The history of China's Tsinghua University, starting from the beginning of the 20th century, whose several generations of presidents and graduates have devoted themselves to make their country more prosperous.
The History Channel series The Lost Evidence recounts the moments of key battles in the European and Pacific theaters through the use of recently unearthed reconnaissance photos that were taken during the actual battle as well as in the days and weeks prior. Interviews with men on both sides of each battle offer a fresh look at the war. This series offers an unprecedented viewpoint of famous battles in Europe during WWII, using recently unearthed reconnaissance photos that were taken during the actual battles. For over 60 years these photographs have remained lost, or forgotten...until now. For the first time these original high-resolution images allow the viewer to track the battle, step by step from the air. Individual stories of courage and heroism can be placed in the exact location where they took place. Using cutting edge technology, unique archive film, re-enactments and extraordinary interviews with the men who were there
The story is set in 1975, in a town outside Belfast. Whilst working one night behind the bar of her family pub, serving a mixed crowd including the locally stationed soldiers, Catholic schoolteacher Cushla meets Michael, an older Protestant married man, who often defends IRA suspects and is friends with cultured Bohemians who enrage and intrigue Cushla.
For Whom the Bell Tolls is a British television series first aired by BBC in 1965, based on the novel by Ernest Hemingway. It stars John Ronane, Ann Bell, Julian Curry, Glynn Edwards and Joan Miller. The film was adapted for television by Giles Cooper and was directed by Rex Tucker. It consisted of four 45-minute episodes, the first of which aired on 2 October 1965. According to the BBC archives none of the episodes of the film still exist.
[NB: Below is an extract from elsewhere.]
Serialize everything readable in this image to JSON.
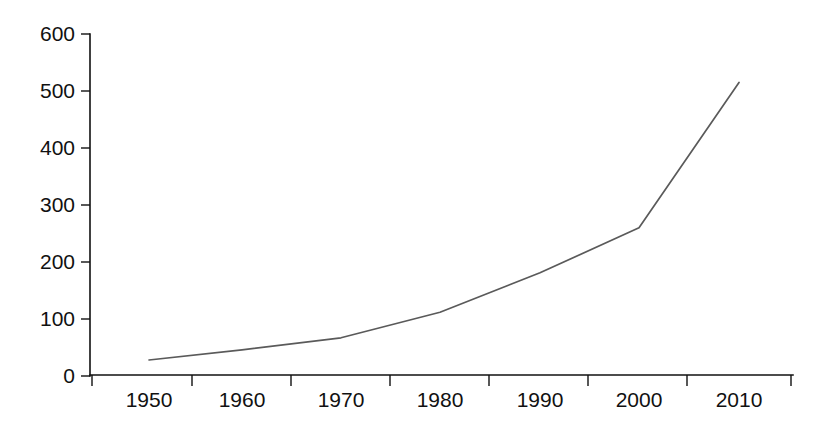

'The Anatomy of a Moment', a series based on the 1981 Spanish coup d'état, follows Adolfo Suárez, Santiago Carrillo, and Gutiérrez Mellado as they lead the transition to democracy.
The life and times of Antonio Gramsci from the establishment of L'Ordine Nuovo newspaper in 1919 to his untimely death in 1937, encompassing the birth of the Italian Communist Party (PCd'I), Gramsci's visits to Moscow where he met his future spouse, his election to Parliament, anti-fascism, trial and conviction.